Editorials

Experts question Dr. Ford's accusations

Dr. Christine Ford has named Brett Kavanaugh as someone who attacked her sexually at a high school party, almost forty years ago. Psychologist Elizabeth Loftus has been concerned with how subsequent information can affect an eyewitness's account of an event.

Research has shown a witness exposed to new information can effect reliability of recall of a past event. A study by Loftus and Palmer revealed  25% of recovered memories through therapy of past sexual abuse were false and are labeled as false memory syndrome (FMS).  It is possible for a person to strongly believe something happened but the person is mistaken about the event or the parties involved. 

A growing body of research indicates that memory is fallible and vulnerable to suggestion; and that suggestibility and the possibility of false memory increase with the length of time between the events and later attempts to recall it. Many experts question the reliability of memory recovery through hypnosis, dream interpretation and survivors group therapy. The evidence suggests that many enhancement techniques used to recover memory produce entirely new and false memories. 

Rachel Mitchell, a veteran sex crimes investigator questioned Dr. Ford.  She found Dr. Ford's answers to be self-contradictory.  Ford reported the event occurred in the "mid 1980's", "early 1980's", and in 1980.  No name was given in therapy notes, then she remembered Brett Kavanaugh's name in memory recovery therapy. She was driven to a party, but she does not know who drove her or where the party was. The people she named deny they were at the party.  Her girlfriend Leland Keyser stated she never went to a party attended by Brett Kavanaugh.   

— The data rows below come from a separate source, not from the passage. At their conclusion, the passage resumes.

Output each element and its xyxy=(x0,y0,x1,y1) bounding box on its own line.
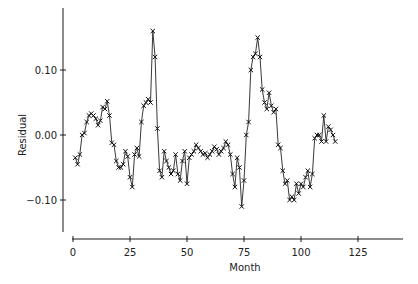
y-axis-label: Residual xyxy=(17,114,28,156)
x-tick-label: 0 xyxy=(70,247,76,258)
residual-chart: −0.100.000.10 0255075100125 Residual Mon… xyxy=(0,0,418,284)
data-point-marker xyxy=(96,123,100,127)
series-line xyxy=(75,31,335,207)
data-point-marker xyxy=(333,139,337,143)
data-point-marker xyxy=(167,165,171,169)
x-tick-label: 100 xyxy=(291,247,310,258)
x-axis: 0255075100125 xyxy=(70,236,403,258)
y-tick-label: 0.10 xyxy=(35,65,57,76)
series-residual xyxy=(73,29,337,209)
y-axis: −0.100.000.10 xyxy=(26,8,66,232)
x-tick-label: 25 xyxy=(124,247,137,258)
x-tick-label: 50 xyxy=(181,247,194,258)
y-tick-label: 0.00 xyxy=(35,130,57,141)
y-tick-label: −0.10 xyxy=(26,195,57,206)
x-tick-label: 75 xyxy=(238,247,251,258)
data-point-marker xyxy=(214,147,218,151)
x-tick-label: 125 xyxy=(348,247,367,258)
data-point-marker xyxy=(331,133,335,137)
data-point-marker xyxy=(73,156,77,160)
x-axis-label: Month xyxy=(229,262,260,273)
y-ticks: −0.100.000.10 xyxy=(26,65,66,206)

Dr. Ford introduced herself as a research psychologist but she has not passed the exam and is not a licensed psychologist in California. Just because someone tells you something with confidence, does not mean it happened. In the McMartin preschool trial the mother who made the initial accusation was diagnosed as a paranoid schizophrenia.  After years of investigation there was no provable evidence of sexual abuse. Cognitive scientists have learned people can be 100 percent certain of memories and 100 percent wrong.  Without corroborative evidence Judge Kavanaugh must be presumed innocent under American common law.